Work instruction – Any picture in the data below should be skipped, while every line is repeated exactly.

[Dataset entries]
# # # # # # #

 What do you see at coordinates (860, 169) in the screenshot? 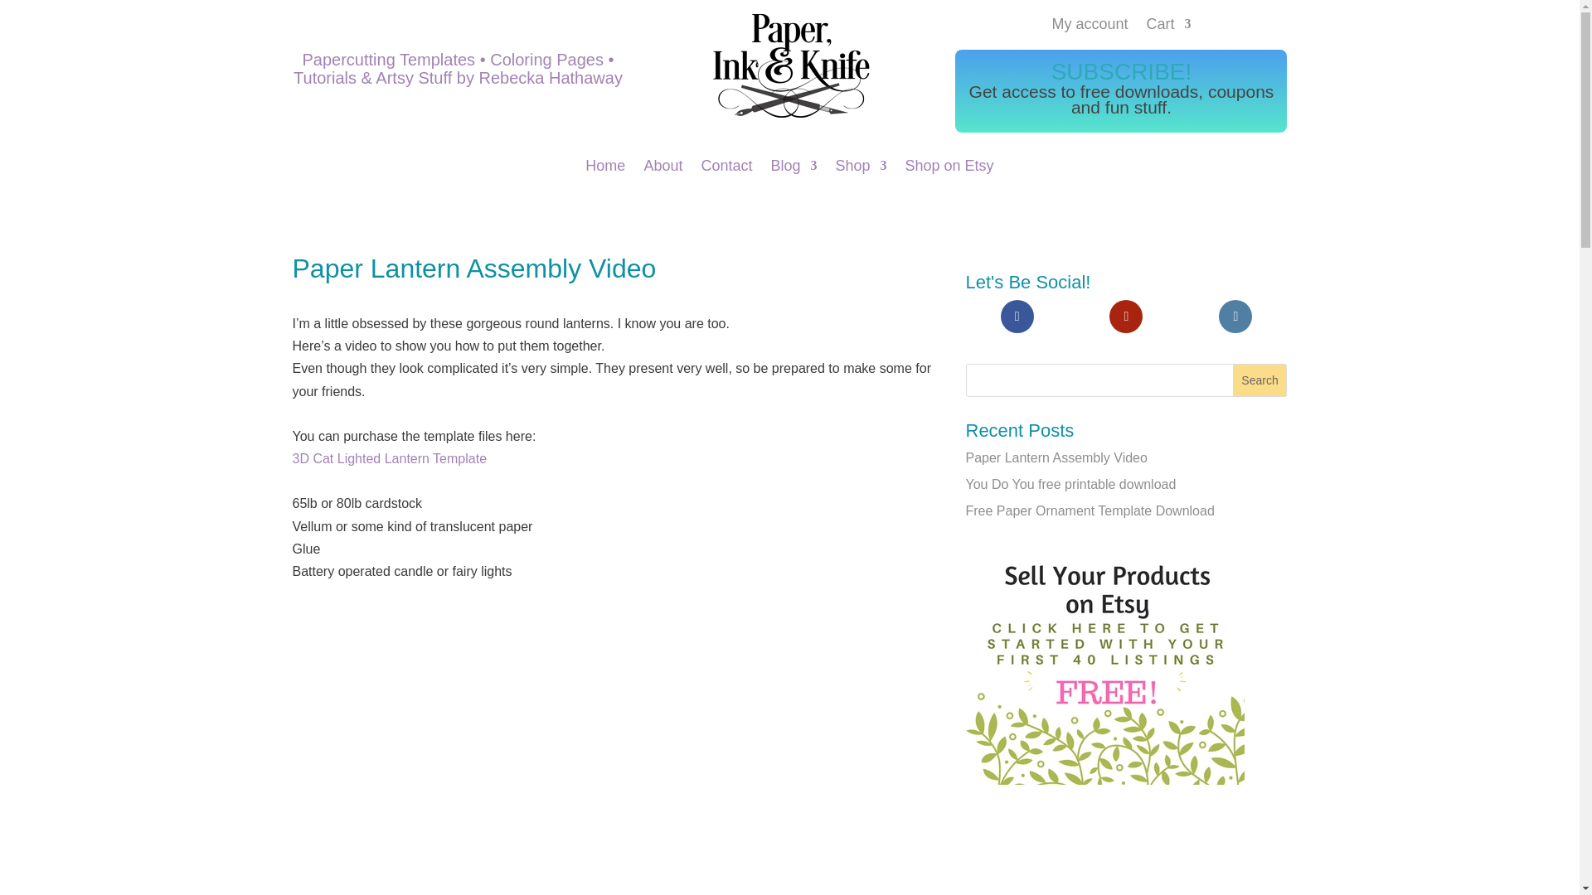
I see `Shop` at bounding box center [860, 169].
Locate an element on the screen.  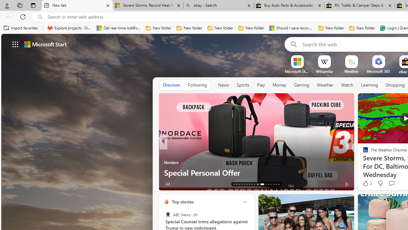
Weather is located at coordinates (325, 85).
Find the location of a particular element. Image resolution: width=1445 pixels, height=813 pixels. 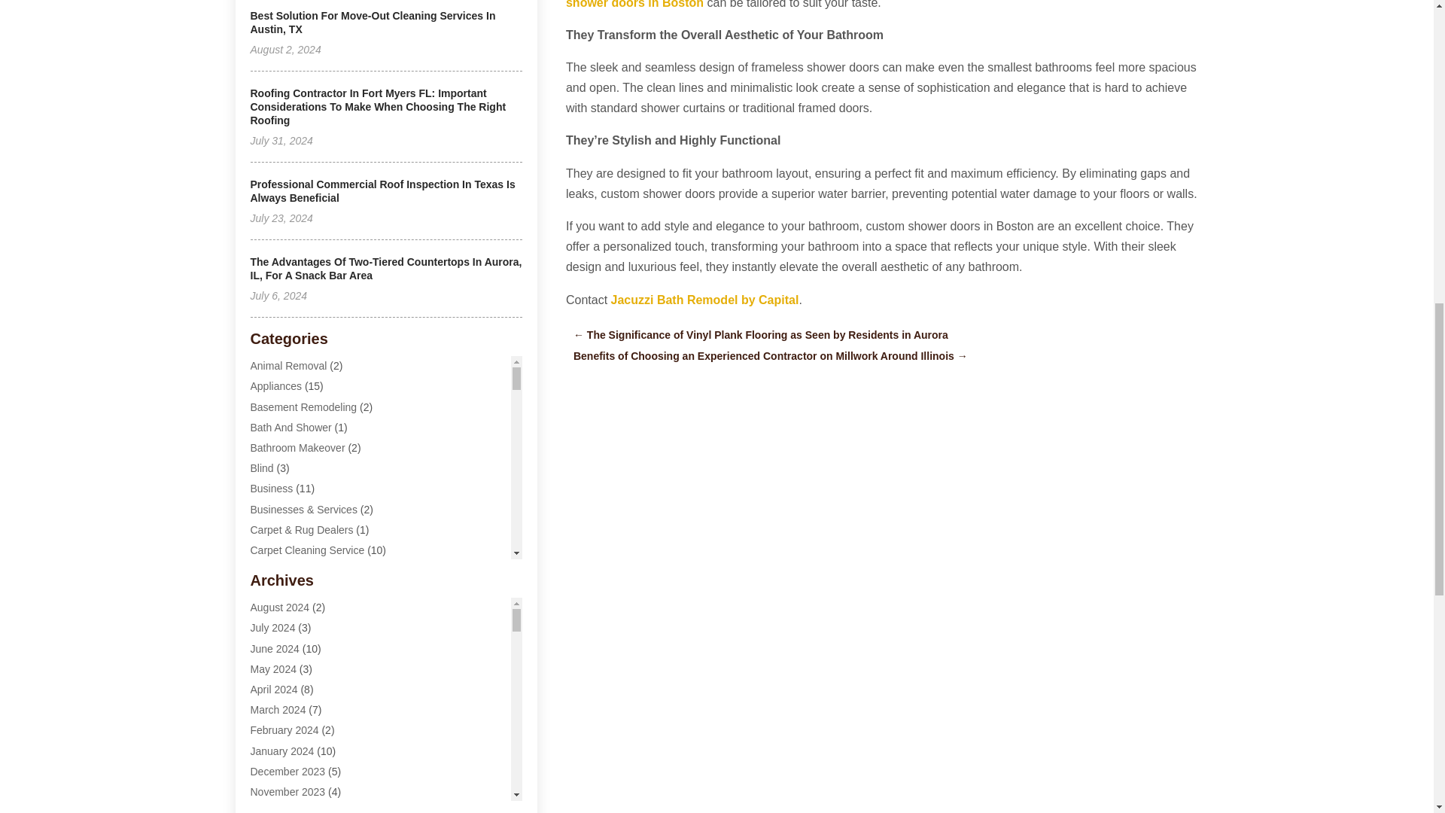

Cleaning is located at coordinates (271, 611).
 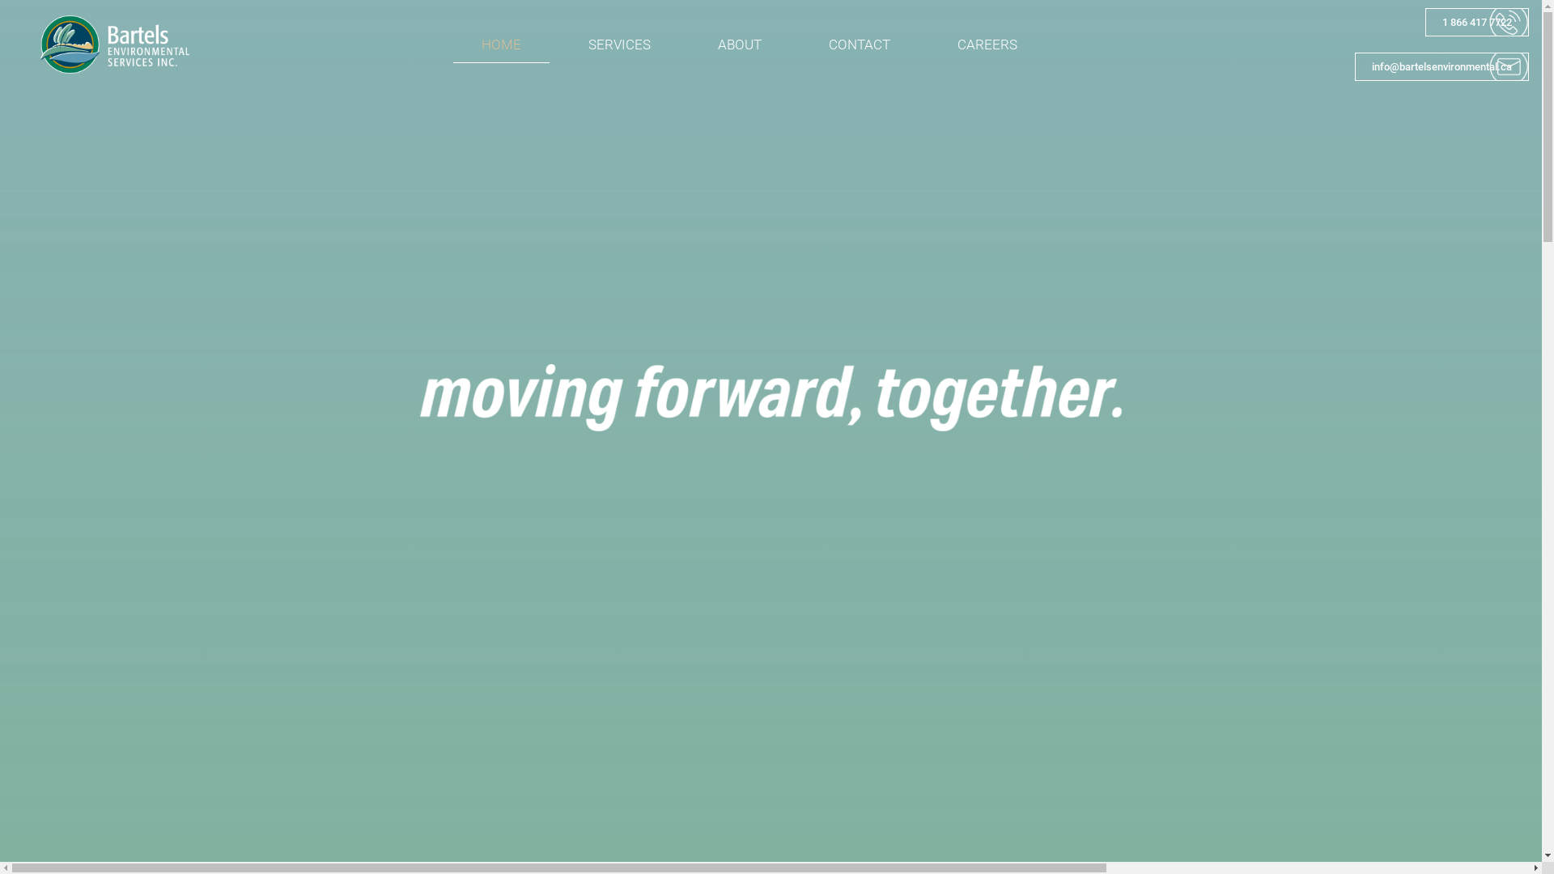 I want to click on CONTACT, so click(x=860, y=44).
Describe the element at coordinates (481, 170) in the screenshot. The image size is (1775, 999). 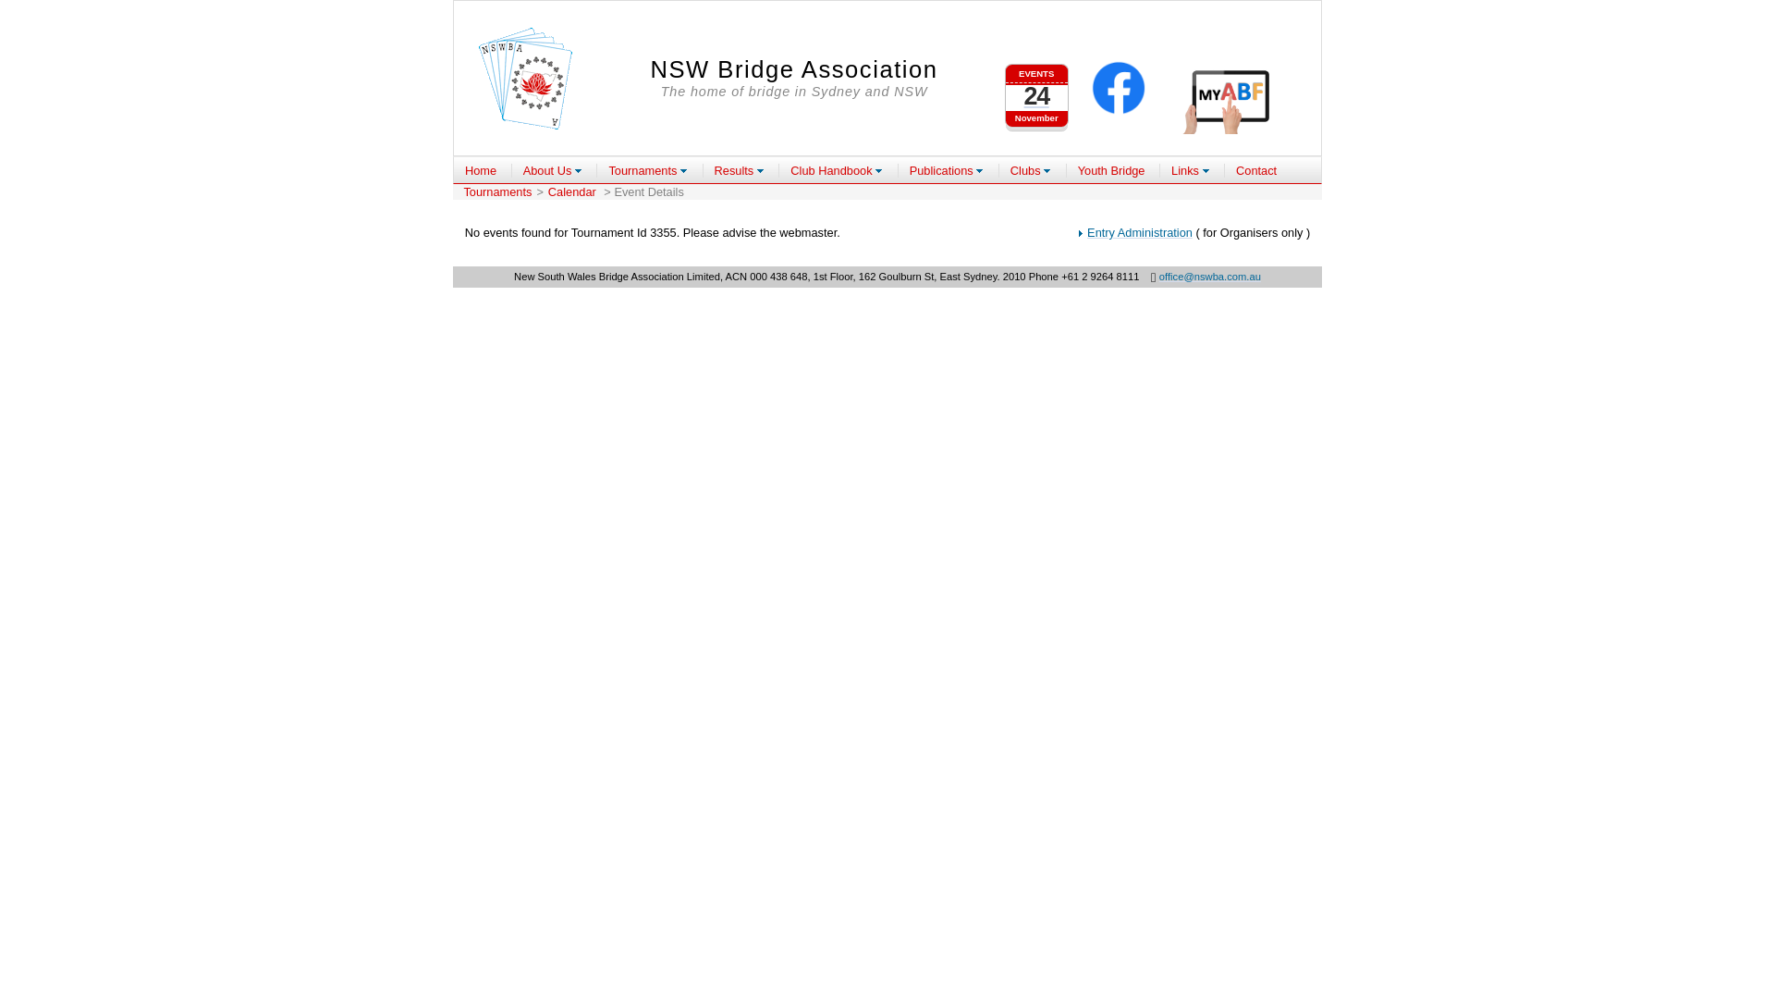
I see `Home` at that location.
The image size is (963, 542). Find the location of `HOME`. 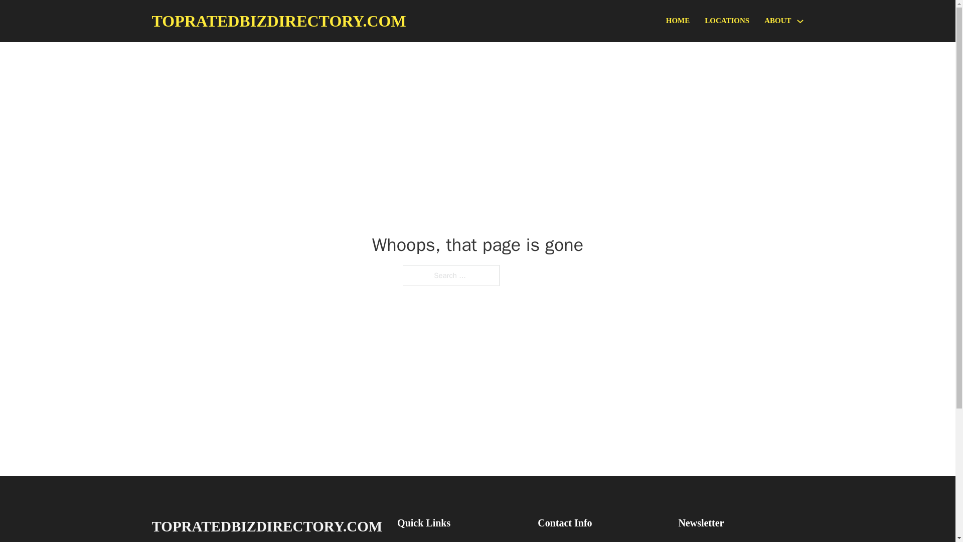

# # # # # # #

The completed task –
 What do you see at coordinates (860, 169) in the screenshot? 
I see `Shop` at bounding box center [860, 169].
Locate an element on the screen.  
Weather is located at coordinates (325, 85).
Find the location of a particular element. Image resolution: width=1445 pixels, height=813 pixels. 

Cleaning is located at coordinates (271, 611).
  I want to click on CONTACT, so click(x=860, y=44).
Describe the element at coordinates (481, 170) in the screenshot. The image size is (1775, 999). 
I see `Home` at that location.
The image size is (963, 542). Find the location of `HOME`. 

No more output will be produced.